When the opioid crisis was first designated a public health emergency back in 2017, it marked the beginning of a concentrated effort to reduce the number of opioid overdose fatalities and the overall rate of usage for opioids in general. Seven years have passed since then, and it seems as if the declaration of a public health emergency was little more than an empty gesture.

A cursory glance at the National Institute on Drug Abuse (NIDA) statistics would show that immediately following the declaration of a public health emergency, overdose deaths related to opioids, both natural and synthetic, fell between the years 2017 and 2019. Then, starting in 2020 the rate of overdose fatalities related to opioids began to rise again until it hit an all-time high in 2022 of nearly 82,000 fatalities.

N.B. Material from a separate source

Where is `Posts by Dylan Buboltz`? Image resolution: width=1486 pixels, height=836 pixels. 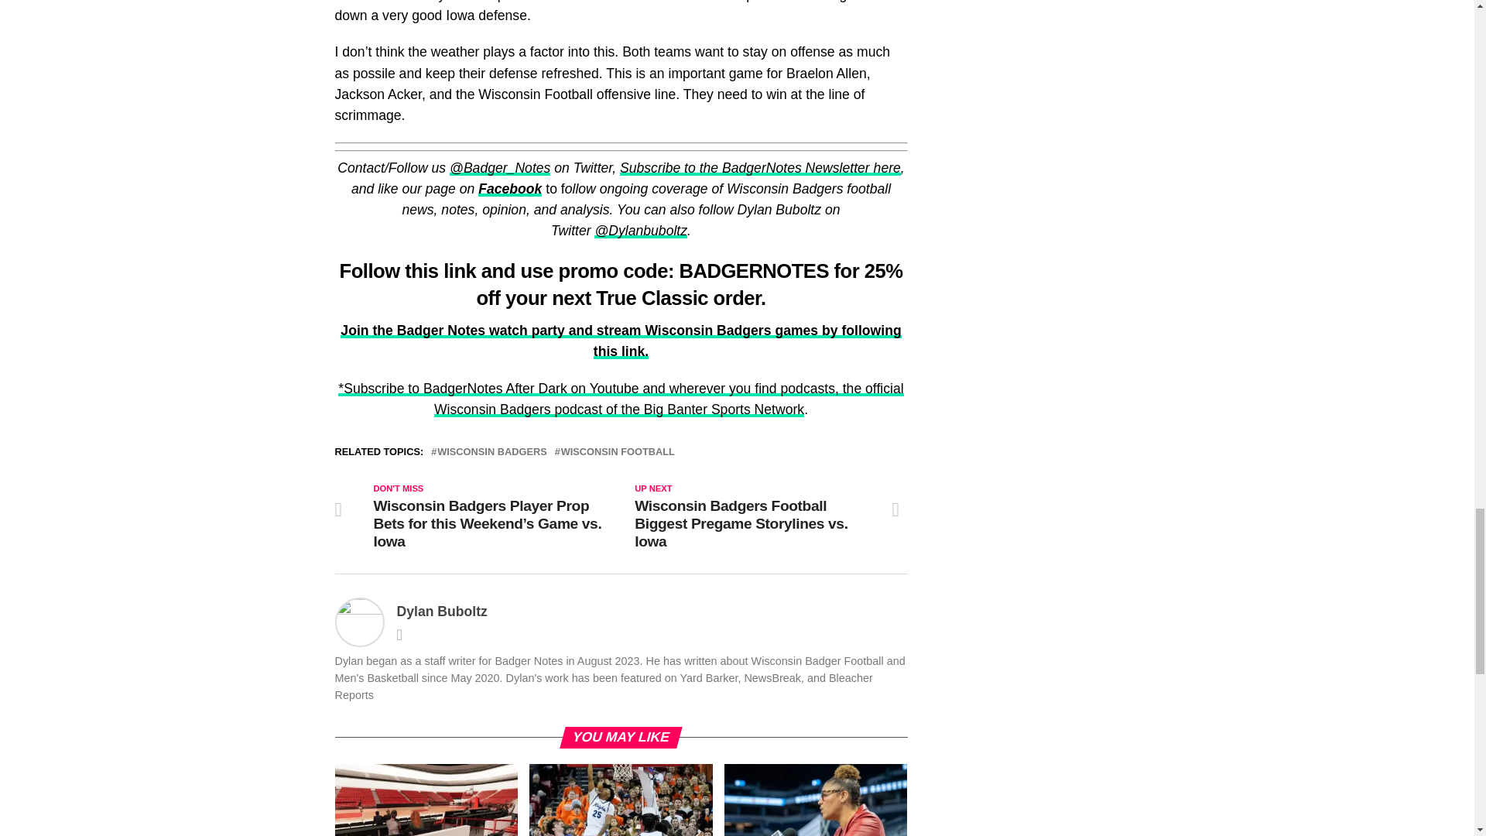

Yet looking at the data reveals an interesting, if not entirely shocking, scenario: overdoses related to prescription opioids have continued to decrease since 2017, and overdoses related to synthetic opioids like fentanyl have soared.

Of the nearly 82,000 overdose fatalities reported in 2022, nearly 74,000 of them were directly linked to fentanyl and other synthetic opioids. That is a rate of roughly 90%. The rates of synthetic opioid-related overdoses are just as distressing when looking at the statistics on adolescent fatalities, in which roughly 77% of all adolescent opioid overdose deaths were attributed to synthetics in 2021.

So how do we counter these alarming rates of overdose fatalities? Currently, the best weapons we have to combat overdoses are drugs referred to as “opioid antagonists”. The most updated law in the state of Missouri defines opioid antagonists as any drug or device approved by the United States Food and Drug Administration (FDA) that blocks the effect of an opioid overdose. That same law allows for the state Department of Health and Senior Services to issue a standing order for the purchase of opioid antagonists to be given to first responders and law enforcement to utilize in the field.

The issue is that the current standing order in the state of Missouri only allows for the purchase of one specific opioid antagonist for use by law enforcement and first responders. It’s all well and good that we have access to any form of overdose medication at all, but when the law allows for all FDA-approved medications it makes no sense for the standing order to place arbitrary limits on the amount and type of medication made available.

Make no mistake, the opioid epidemic is still a crisis in the state of Missouri. The rates of overdose fatality are higher today than they were in 2017 when the public health emergency was declared. With the lives of our neighbors, friends, and children at risk, we deserve for our first responders and law enforcement officers to have every resource made available to them to save lives. 

More lives are lost to overdose than ever before, and more treatments are available to reverse these overdoses than ever before. We need to put as many treatment options as we can in the hands of our life-saving professionals. Our legislators need to put pressure on the Department of Health and Senior Services to change the current standing order to reflect the wide variety of available, FDA approved treatments for opioid overdose.